Family reunions have never been so poignant — considering the moment where Nathan finally comes home after innumerable trials and his family has toiled and sweated day after day to hold onto their land. What they have in that instant is a small slice of heaven. It’s written over every face as the space between them rapidly fades away and they meet in an embrace that brings their world back together as it was meant to be.

But Sounder also manages to be a tale of empowerment for one lad in particular, young Henry Lee. The movie places people in his life who are willing to give him a leg up. There’s old Mrs. Boatright who is one of the few whites who will take any kind of stand — even a slight one — and she blesses him with things like The Three Musketeers.

It’s these people and books and knowledge that give a glimpse to a world of greater freedom and opportunity. An avenue to a life where people cannot keep you down no matter how hard they try because with ideas comes a power to think and to be your own person, set on improving yourself and the world as you go forward.

Yet another woman, a schoolteacher, takes an interest in Henry Lees improvement since she perceives the quiet wisdom that can be cultivated into something fully-realized. Her gift to him comes through education and elucidating him about figures like Harriet Tubman, Crispus Attucks, and W.E.B. Dubois — people who were shapers of history big and small — just as he has the opportunity to be.

Granted, it does feel as if the family’s pet is pushed to the periphery for much of the film, but in a way, it feels like a realistic depiction. He doesn’t need to be front and center. By their nature, if dogs are really man’s best friend, what makes them so meaningful has to do with their loyalty — they are always there — consistently reliable.

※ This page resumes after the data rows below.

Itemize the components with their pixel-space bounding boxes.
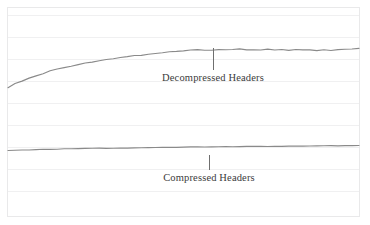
series-label-compressed: Compressed Headers — [163, 172, 255, 183]
annotation-leader-lines — [210, 48, 214, 170]
data-traces — [8, 48, 359, 150]
gridlines — [8, 16, 359, 192]
plot-canvas — [0, 0, 370, 225]
figure-root: Decompressed Headers Compressed Headers — [0, 0, 370, 225]
series-label-decompressed: Decompressed Headers — [162, 72, 264, 83]
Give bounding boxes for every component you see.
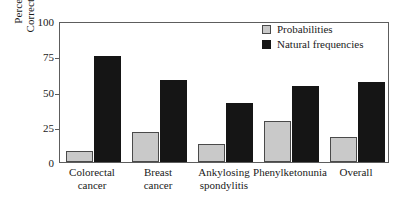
bar [226,103,253,162]
bar-group [192,23,258,162]
bar [292,86,319,162]
bar [66,151,93,162]
legend-item-probabilities: Probabilities [262,24,363,35]
bar-group [60,23,126,162]
bar [264,121,291,162]
y-axis-tick-mark [55,129,60,130]
bar [132,132,159,162]
legend-swatch-natural-frequencies-icon [262,40,271,49]
bar [160,80,187,162]
legend-label-probabilities: Probabilities [277,24,333,35]
legend: Probabilities Natural frequencies [262,24,363,50]
legend-label-natural-frequencies: Natural frequencies [277,39,363,50]
bar [330,137,357,162]
legend-swatch-probabilities-icon [262,25,271,34]
x-axis-category-labels: ColorectalcancerBreastcancerAnkylosingsp… [59,166,389,206]
y-axis-tick-label: 0 [26,158,54,169]
bar-group [126,23,192,162]
y-axis-tick-label: 75 [26,52,54,63]
legend-item-natural-frequencies: Natural frequencies [262,39,363,50]
y-axis-tick-label: 100 [26,17,54,28]
x-axis-category-label-line: spondylitis [183,179,265,192]
bar [198,144,225,162]
y-axis-tick-mark [55,58,60,59]
bar-chart: Percentage of Correct Inference 02550751… [0,0,404,206]
bar [358,82,385,162]
y-axis-tick-labels: 0255075100 [26,0,54,206]
y-axis-tick-label: 25 [26,122,54,133]
y-axis-tick-label: 50 [26,87,54,98]
x-axis-category-label: Overall [315,166,397,179]
y-axis-tick-mark [55,94,60,95]
x-axis-category-label-line: Overall [315,166,397,179]
bar [94,56,121,162]
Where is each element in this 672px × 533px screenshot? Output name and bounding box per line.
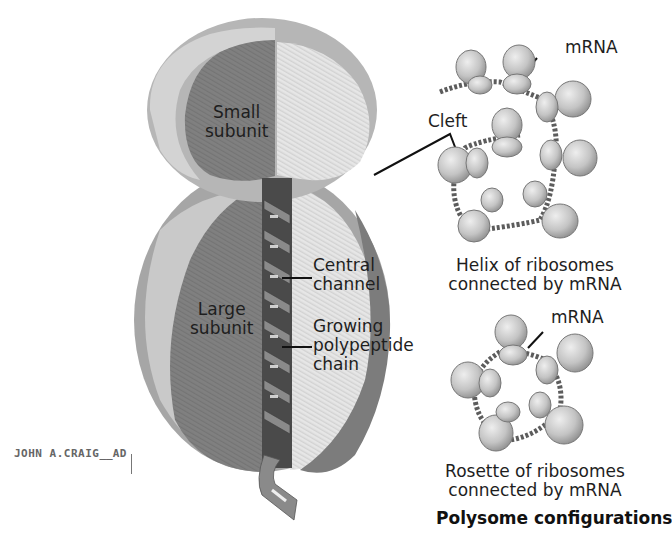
helix-caption-line1: Helix of ribosomes bbox=[435, 256, 635, 275]
rosette-caption-line1: Rosette of ribosomes bbox=[430, 462, 640, 481]
artist-signature: JOHN A.CRAIG__AD bbox=[14, 447, 127, 460]
growing-chain-label-line2: polypeptide bbox=[313, 336, 414, 355]
artist-signature-suffix: AD bbox=[113, 447, 127, 460]
helix-caption: Helix of ribosomes connected by mRNA bbox=[435, 256, 635, 294]
central-channel-label-line2: channel bbox=[313, 275, 380, 294]
rosette-caption: Rosette of ribosomes connected by mRNA bbox=[430, 462, 640, 500]
small-subunit-label-line2: subunit bbox=[205, 122, 268, 141]
helix-caption-line2: connected by mRNA bbox=[435, 275, 635, 294]
signature-flourish bbox=[131, 454, 132, 474]
central-channel-label-line1: Central bbox=[313, 256, 380, 275]
artist-signature-name: JOHN A.CRAIG bbox=[14, 447, 99, 460]
rosette-mrna-label: mRNA bbox=[551, 308, 604, 327]
large-subunit-label-line2: subunit bbox=[190, 319, 253, 338]
rosette-caption-line2: connected by mRNA bbox=[430, 481, 640, 500]
growing-chain-label-line1: Growing bbox=[313, 317, 414, 336]
cleft-label: Cleft bbox=[428, 112, 467, 131]
large-subunit-label-line1: Large bbox=[190, 300, 253, 319]
figure-title: Polysome configurations bbox=[436, 508, 672, 528]
small-subunit-label-line1: Small bbox=[205, 103, 268, 122]
growing-chain-label: Growing polypeptide chain bbox=[313, 317, 414, 374]
central-channel-label: Central channel bbox=[313, 256, 380, 294]
helix-polysome bbox=[438, 45, 597, 242]
rosette-polysome bbox=[451, 315, 593, 451]
helix-mrna-label: mRNA bbox=[565, 38, 618, 57]
large-subunit-label: Large subunit bbox=[190, 300, 253, 338]
small-subunit-label: Small subunit bbox=[205, 103, 268, 141]
growing-chain-label-line3: chain bbox=[313, 355, 414, 374]
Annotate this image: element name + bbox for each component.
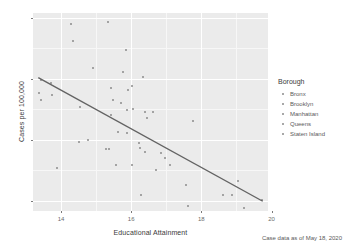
data-point [92, 67, 94, 69]
data-point [117, 131, 119, 133]
data-point [140, 194, 142, 196]
data-point [152, 111, 154, 113]
legend-item[interactable]: Staten Island [278, 129, 346, 138]
data-point [125, 49, 127, 51]
legend-item[interactable]: Queens [278, 119, 346, 128]
data-point [185, 184, 187, 186]
data-point [78, 141, 80, 143]
gridline-horizontal-minor [33, 109, 268, 110]
data-point [142, 76, 144, 78]
legend-point-icon [278, 129, 287, 138]
data-point [50, 82, 52, 84]
data-point [126, 109, 128, 111]
data-point [127, 89, 129, 91]
gridline-vertical-major [201, 13, 202, 211]
data-point [70, 23, 72, 25]
y-axis-title: Cases per 100,000 [18, 57, 25, 167]
data-point [132, 108, 134, 110]
gridline-vertical-major [131, 13, 132, 211]
gridline-horizontal-major [33, 201, 268, 202]
data-point [155, 169, 157, 171]
data-point [126, 132, 128, 134]
data-point [231, 194, 233, 196]
legend-point-icon [278, 89, 287, 98]
data-point [87, 139, 89, 141]
legend-point-icon [278, 119, 287, 128]
data-point [139, 147, 141, 149]
data-point [164, 157, 166, 159]
data-point [261, 199, 263, 201]
legend-item[interactable]: Bronx [278, 89, 346, 98]
x-tick-mark [272, 211, 273, 213]
data-point [110, 114, 112, 116]
gridline-vertical-minor [96, 13, 97, 211]
legend-item-label: Bronx [290, 91, 306, 97]
data-point [138, 142, 140, 144]
data-point [131, 85, 133, 87]
gridline-horizontal-major [33, 79, 268, 80]
gridline-horizontal-major [33, 18, 268, 19]
data-point [243, 207, 245, 209]
plot-panel [33, 13, 268, 211]
x-tick-label: 18 [191, 216, 211, 222]
x-tick-mark [201, 211, 202, 213]
x-tick-mark [61, 211, 62, 213]
data-point [115, 164, 117, 166]
data-point [107, 21, 109, 23]
chart-caption: Case data as of May 18, 2020 [262, 235, 342, 241]
legend-item-label: Manhattan [290, 111, 318, 117]
data-point [110, 87, 112, 89]
legend-item[interactable]: Brooklyn [278, 99, 346, 108]
data-point [169, 164, 171, 166]
data-point [237, 180, 239, 182]
data-point [146, 117, 148, 119]
x-axis-title: Educational Attainment [33, 229, 268, 236]
x-tick-mark [131, 211, 132, 213]
legend: Borough BronxBrooklynManhattanQueensStat… [278, 78, 346, 139]
data-point [51, 94, 53, 96]
legend-point-icon [278, 109, 287, 118]
data-point [40, 99, 42, 101]
legend-title: Borough [278, 78, 346, 85]
data-point [38, 92, 40, 94]
data-point [72, 40, 74, 42]
legend-item-label: Brooklyn [290, 101, 313, 107]
trend-line [33, 13, 268, 211]
gridline-vertical-major [61, 13, 62, 211]
gridline-horizontal-minor [33, 170, 268, 171]
x-tick-label: 14 [51, 216, 71, 222]
legend-point-icon [278, 99, 287, 108]
data-point [131, 164, 133, 166]
legend-items: BronxBrooklynManhattanQueensStaten Islan… [278, 89, 346, 138]
data-point [112, 99, 114, 101]
data-point [144, 151, 146, 153]
gridline-vertical-minor [166, 13, 167, 211]
data-point [222, 194, 224, 196]
data-point [187, 205, 189, 207]
data-point [120, 102, 122, 104]
data-point [122, 71, 124, 73]
data-point [108, 148, 110, 150]
data-point [56, 167, 58, 169]
legend-item-label: Staten Island [290, 131, 325, 137]
legend-item-label: Queens [290, 121, 311, 127]
scatter-chart: Cases per 100,000 Educational Attainment… [0, 0, 346, 251]
data-point [40, 79, 42, 81]
gridline-horizontal-minor [33, 48, 268, 49]
legend-item[interactable]: Manhattan [278, 109, 346, 118]
x-tick-label: 20 [262, 216, 282, 222]
data-point [160, 152, 162, 154]
data-point [105, 148, 107, 150]
gridline-horizontal-major [33, 140, 268, 141]
data-point [192, 120, 194, 122]
x-tick-label: 16 [121, 216, 141, 222]
data-point [79, 106, 81, 108]
data-point [144, 111, 146, 113]
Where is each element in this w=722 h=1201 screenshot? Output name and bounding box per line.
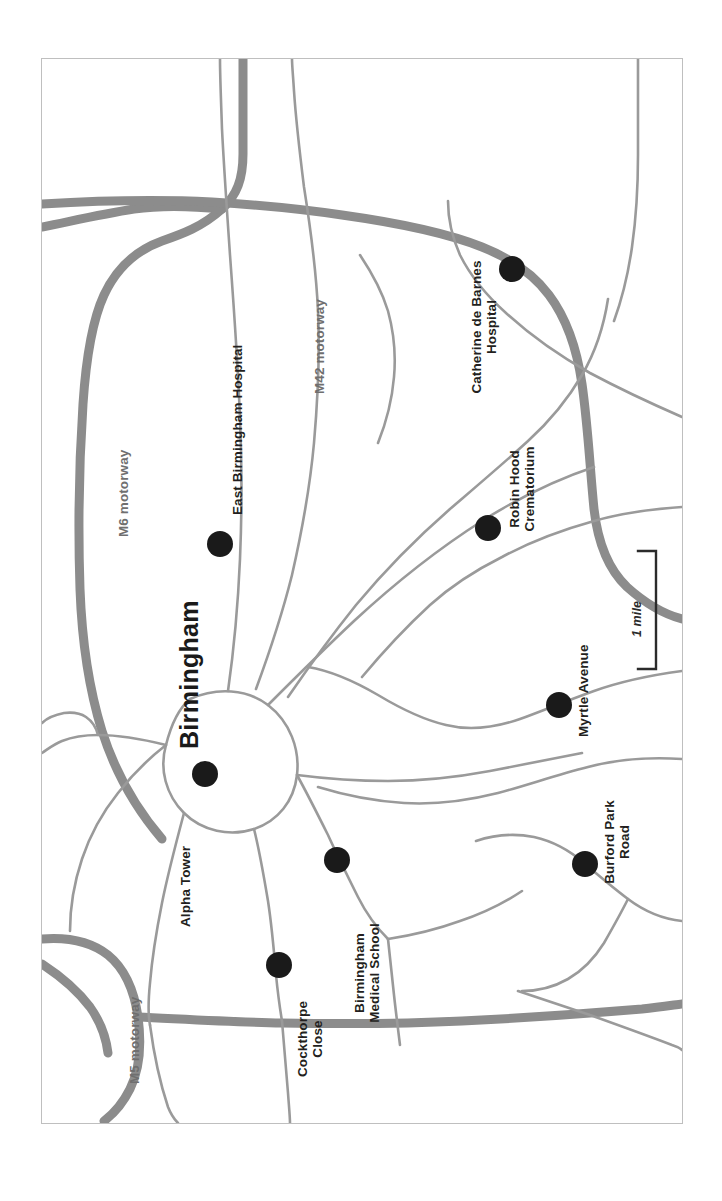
marker-alpha-tower[interactable] [192,761,218,787]
site-label-east-birmingham-hospital: East Birmingham Hospital [230,345,245,515]
site-label-robin-hood-crematorium: Robin HoodCrematorium [507,424,537,554]
marker-robin-hood-crematorium[interactable] [475,515,501,541]
site-label-line-1: Robin Hood [507,450,522,527]
site-label-line-2: Road [617,825,632,859]
site-label-line-2: Hospital [484,300,499,354]
marker-east-birmingham-hospital[interactable] [207,531,233,557]
site-label-line-2: Medical School [367,923,382,1023]
marker-burford-park-road[interactable] [572,851,598,877]
marker-catherine-de-barnes-hospital[interactable] [499,256,525,282]
city-label-birmingham: Birmingham [175,600,203,749]
site-label-line-2: Close [310,1020,325,1057]
site-label-alpha-tower: Alpha Tower [178,846,193,927]
motorway-label-m6: M6 motorway [116,450,131,537]
site-label-line-1: Cockthorpe [295,1001,310,1077]
site-label-line-2: Crematorium [522,446,537,531]
site-label-myrtle-avenue: Myrtle Avenue [576,644,591,737]
motorway-label-m5: M5 motorway [127,997,142,1084]
marker-myrtle-avenue[interactable] [546,692,572,718]
site-label-burford-park-road: Burford ParkRoad [602,787,632,897]
scale-bar-label: 1 mile [630,601,644,637]
map-figure: Birmingham M6 motorway M42 motorway M5 m… [0,0,722,1201]
map-frame: Birmingham M6 motorway M42 motorway M5 m… [41,58,683,1124]
marker-birmingham-medical-school[interactable] [324,847,350,873]
motorway-label-m42: M42 motorway [312,299,327,394]
site-label-line-1: Birmingham [352,933,367,1013]
site-label-catherine-de-barnes-hospital: Catherine de BarnesHospital [469,242,499,412]
marker-cockthorpe-close[interactable] [266,952,292,978]
site-label-cockthorpe-close: CockthorpeClose [295,974,325,1104]
site-label-line-1: Catherine de Barnes [469,260,484,393]
site-label-birmingham-medical-school: BirminghamMedical School [352,893,382,1053]
site-label-line-1: Burford Park [602,800,617,884]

Because the life of an impoverished family like the Lees is the epitome of hardship. They need all the stability they can get. You will come to realize it is not really about a dog at all and certainly not one of those family-friendly films marketed as such because they feature some extraordinary, nearly superhuman animal.

No, Sounder is for the family because it takes care in documenting the realities of this particular family in a way that is thoroughly candid. It might still stand as faulty advertising but for the plethora of folks who are moved by the movie, they probably won’t be complaining when the credits roll. What we get is far better than a run-of-the-mill boy and his dog narrative. What I am reminded of is one subtle parallel. Sounder is winged by a shotgun when Nathan is taken away. He doesn’t come back for a long time. But when his wounds are healed, he returns good as new. There’s a startling resilience present in both the canine and the family.